Bio
The View Up Above
I rushed out of the door, turning the knob several times to ensure I had locked it before dashing out of the condominium. On the street, I walked briskly along the Saône, one arm swaying vigorously, the other gripping my smartphone-cum-GPS, staring down at the dot on the screen moving in tandem up the road to my destination. I was meeting my guide for a tour of the street art in Lyon’s Croix-Rousse neighborhood on the last week of a nearly three-month sojourn, the better part of which I spent in monastic retreat, reading, writing, and yet unable to yield completely to the quiet of the placid, leisurely Southern French city. A lifetime spent in an energetic, fast-paced metropolis will do that. The six months spent in London before then were just my speed, despite gritting my teeth whenever a large, red double-decker commuter bus whizzed past me on the street or while wading through hordes of commuters for a coveted seat on the morning overground train from Queens Road Peckham to Shoreditch. Back then, a part of me pined for a bucolic escape. The thought was comforting, but now that I found myself in a city that moved slowly, with swaths of lush greenery right outside my window, I longed for the hustle and bustle and wished to ensconce myself in the folds of chattering, jostling crowds. There is comfort in disappearing in a crowd.
I arrived at Place des Terreaux, catching my breath and nursing a strained neck with the palm of my hand while scouring the sparse public square for a woman fitting my guide’s description. I spotted her in the distance waiting patiently by the Musée des Beaux-Arts on this scorching hot June morning.
“I hope I haven’t kept you waiting,” I said. “ Not at all,” she assured me. After getting acquainted, we commenced our tour, walking up the narrow streets of Vieux-Lyon, my guide pointing out the pixel art and collages hiding in plain sight–a pixelated Mario of Super Mario Bros. fame hovered right by a street lamp. A 3D bonobo flashed an impish grin between two street nameplates. A few streets in, we reached Place du Forez where the city seemed to be coming alive with patrons out on café terraces sipping coffee and taking drawn-out drags on slim cigarettes. I marveled at the bustling, crowded courtyard, blathering oohs and ahs at my guide as tourists are wont to do. Just then, she tapped me on the shoulder. “Look up,” she said. I craned my neck up expecting more street art protruding from the sides of the brick buildings encircling us. Instead, I saw a familiar sight. I had seen it countless times before. Yet, just then, I saw it for the very first time. A sky so blue, I fell immediately silent. The cerulean expanse had taken my breath away.
I haven’t looked down since, and my neck is the better for it.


▶ _Aim of the exercise_: Omit all pictures and give the records below again exactly as written.
(Information shown)
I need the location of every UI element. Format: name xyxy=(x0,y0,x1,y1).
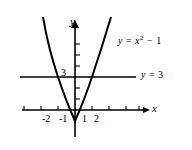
parabola-eq-operator: = xyxy=(126,35,132,46)
line-eq-lhs: y xyxy=(141,69,146,80)
parabola-eq-lhs: y xyxy=(118,35,123,46)
line-eq-value: 3 xyxy=(158,69,164,80)
parabola-equation-label: y = x2 − 1 xyxy=(118,36,162,46)
y-axis-label: y xyxy=(70,16,75,27)
parabola-eq-exponent: 2 xyxy=(140,34,144,42)
x-tick-label-minus-1: -1 xyxy=(59,114,67,124)
x-tick-label-minus-2: -2 xyxy=(42,114,50,124)
x-tick-label-2: 2 xyxy=(94,114,99,124)
parabola-curve xyxy=(43,17,111,121)
coordinate-graph-figure: y x 3 -2 -1 1 2 y = x2 − 1 y = 3 xyxy=(0,0,192,150)
x-axis-label: x xyxy=(152,103,157,114)
x-axis xyxy=(22,106,150,113)
y-tick-label-3: 3 xyxy=(61,68,66,78)
line-eq-operator: = xyxy=(149,69,155,80)
parabola-eq-constant: 1 xyxy=(156,35,162,46)
line-equation-label: y = 3 xyxy=(141,70,164,80)
x-tick-label-1: 1 xyxy=(82,114,87,124)
parabola-eq-minus: − xyxy=(147,35,153,46)
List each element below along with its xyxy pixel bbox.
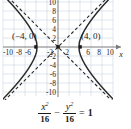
x-tick-label: -10 — [3, 48, 13, 57]
y-tick-label: 10 — [49, 0, 57, 7]
minus-operator: − — [54, 108, 60, 118]
x-tick-label: -6 — [25, 48, 31, 57]
y-tick-label: -2 — [50, 52, 56, 61]
x-tick-label: 2 — [65, 48, 69, 57]
graph-plot-area: (−4, 0) (4, 0) -10 -8 -6 -2 2 6 8 10 10 … — [0, 0, 131, 100]
point-label-right-vertex: (4, 0) — [81, 31, 101, 41]
point-label-left-vertex: (−4, 0) — [12, 31, 37, 41]
origin-marker — [56, 45, 59, 48]
hyperbola-figure: (−4, 0) (4, 0) -10 -8 -6 -2 2 6 8 10 10 … — [0, 0, 131, 129]
y-tick-label: 8 — [52, 7, 56, 16]
y-tick-label: -4 — [50, 61, 56, 70]
y-tick-label: 4 — [52, 25, 56, 34]
y-tick-label: 2 — [52, 34, 56, 43]
y-exponent: 2 — [70, 101, 73, 107]
y-tick-label: 6 — [52, 16, 56, 25]
vertex-marker-right — [78, 45, 81, 48]
y-term-fraction: y2 16 — [63, 101, 76, 124]
y-tick-label: -8 — [50, 79, 56, 88]
y-tick-label: -10 — [46, 88, 56, 97]
equals-sign: = — [79, 108, 85, 118]
y-tick-label: -6 — [50, 70, 56, 79]
equation-right-side: 1 — [88, 108, 93, 118]
x-term-denominator: 16 — [38, 114, 51, 124]
equation-caption: x2 16 − y2 16 = 1 — [0, 101, 131, 124]
x-axis-arrow — [116, 45, 121, 50]
y-term-numerator: y2 — [64, 101, 75, 113]
y-term-denominator: 16 — [63, 114, 76, 124]
x-tick-label: 10 — [106, 48, 114, 57]
x-tick-label: 6 — [86, 48, 90, 57]
graph-svg: (−4, 0) (4, 0) -10 -8 -6 -2 2 6 8 10 10 … — [0, 0, 131, 100]
x-axis-label: x — [118, 50, 123, 59]
x-tick-label: -8 — [16, 48, 22, 57]
vertex-marker-left — [34, 45, 37, 48]
x-term-numerator: x2 — [39, 101, 50, 113]
x-term-fraction: x2 16 — [38, 101, 51, 124]
x-tick-label: 8 — [97, 48, 101, 57]
equation-row: x2 16 − y2 16 = 1 — [38, 101, 92, 124]
x-exponent: 2 — [46, 101, 49, 107]
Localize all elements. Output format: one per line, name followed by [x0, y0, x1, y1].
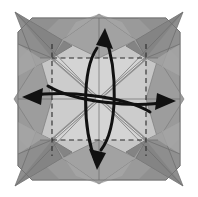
- origami-diagram-figure: Origami folding diagram step Square orig…: [0, 0, 198, 197]
- origami-svg-canvas: Origami folding diagram step Square orig…: [0, 0, 198, 197]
(End Information shown)
▶ _Solution_:
I need the location of every UI element. Format: name xyxy=(x0,y0,x1,y1).
parabola-eq-operator: = xyxy=(126,35,132,46)
line-eq-lhs: y xyxy=(141,69,146,80)
parabola-eq-lhs: y xyxy=(118,35,123,46)
line-eq-value: 3 xyxy=(158,69,164,80)
parabola-equation-label: y = x2 − 1 xyxy=(118,36,162,46)
y-axis-label: y xyxy=(70,16,75,27)
parabola-eq-exponent: 2 xyxy=(140,34,144,42)
x-tick-label-minus-1: -1 xyxy=(59,114,67,124)
x-tick-label-minus-2: -2 xyxy=(42,114,50,124)
x-tick-label-2: 2 xyxy=(94,114,99,124)
parabola-curve xyxy=(43,17,111,121)
coordinate-graph-figure: y x 3 -2 -1 1 2 y = x2 − 1 y = 3 xyxy=(0,0,192,150)
x-axis-label: x xyxy=(152,103,157,114)
x-axis xyxy=(22,106,150,113)
y-tick-label-3: 3 xyxy=(61,68,66,78)
line-eq-operator: = xyxy=(149,69,155,80)
parabola-eq-constant: 1 xyxy=(156,35,162,46)
line-equation-label: y = 3 xyxy=(141,70,164,80)
x-tick-label-1: 1 xyxy=(82,114,87,124)
parabola-eq-minus: − xyxy=(147,35,153,46)
List each element below along with its xyxy pixel bbox.
x-tick-label: -10 — [3, 48, 13, 57]
y-tick-label: 10 — [49, 0, 57, 7]
minus-operator: − — [54, 108, 60, 118]
x-tick-label: -6 — [25, 48, 31, 57]
y-tick-label: -2 — [50, 52, 56, 61]
x-tick-label: 2 — [65, 48, 69, 57]
graph-plot-area: (−4, 0) (4, 0) -10 -8 -6 -2 2 6 8 10 10 … — [0, 0, 131, 100]
point-label-right-vertex: (4, 0) — [81, 31, 101, 41]
point-label-left-vertex: (−4, 0) — [12, 31, 37, 41]
origin-marker — [56, 45, 59, 48]
hyperbola-figure: (−4, 0) (4, 0) -10 -8 -6 -2 2 6 8 10 10 … — [0, 0, 131, 129]
y-tick-label: 8 — [52, 7, 56, 16]
y-tick-label: -4 — [50, 61, 56, 70]
y-tick-label: 4 — [52, 25, 56, 34]
y-tick-label: 2 — [52, 34, 56, 43]
y-exponent: 2 — [70, 101, 73, 107]
y-tick-label: 6 — [52, 16, 56, 25]
vertex-marker-right — [78, 45, 81, 48]
y-term-fraction: y2 16 — [63, 101, 76, 124]
y-tick-label: -8 — [50, 79, 56, 88]
y-tick-label: -10 — [46, 88, 56, 97]
equals-sign: = — [79, 108, 85, 118]
y-tick-label: -6 — [50, 70, 56, 79]
equation-right-side: 1 — [88, 108, 93, 118]
x-term-denominator: 16 — [38, 114, 51, 124]
equation-caption: x2 16 − y2 16 = 1 — [0, 101, 131, 124]
x-axis-arrow — [116, 45, 121, 50]
y-term-numerator: y2 — [64, 101, 75, 113]
y-term-denominator: 16 — [63, 114, 76, 124]
x-tick-label: 10 — [106, 48, 114, 57]
x-tick-label: 6 — [86, 48, 90, 57]
graph-svg: (−4, 0) (4, 0) -10 -8 -6 -2 2 6 8 10 10 … — [0, 0, 131, 100]
x-axis-label: x — [118, 50, 123, 59]
x-tick-label: -8 — [16, 48, 22, 57]
vertex-marker-left — [34, 45, 37, 48]
x-term-numerator: x2 — [39, 101, 50, 113]
x-term-fraction: x2 16 — [38, 101, 51, 124]
x-tick-label: 8 — [97, 48, 101, 57]
equation-row: x2 16 − y2 16 = 1 — [38, 101, 92, 124]
x-exponent: 2 — [46, 101, 49, 107]
Localize all elements. Output format: one per line, name followed by [x0, y0, x1, y1].
- origami-diagram-figure: Origami folding diagram step Square orig…: [0, 0, 198, 197]
- origami-svg-canvas: Origami folding diagram step Square orig…: [0, 0, 198, 197]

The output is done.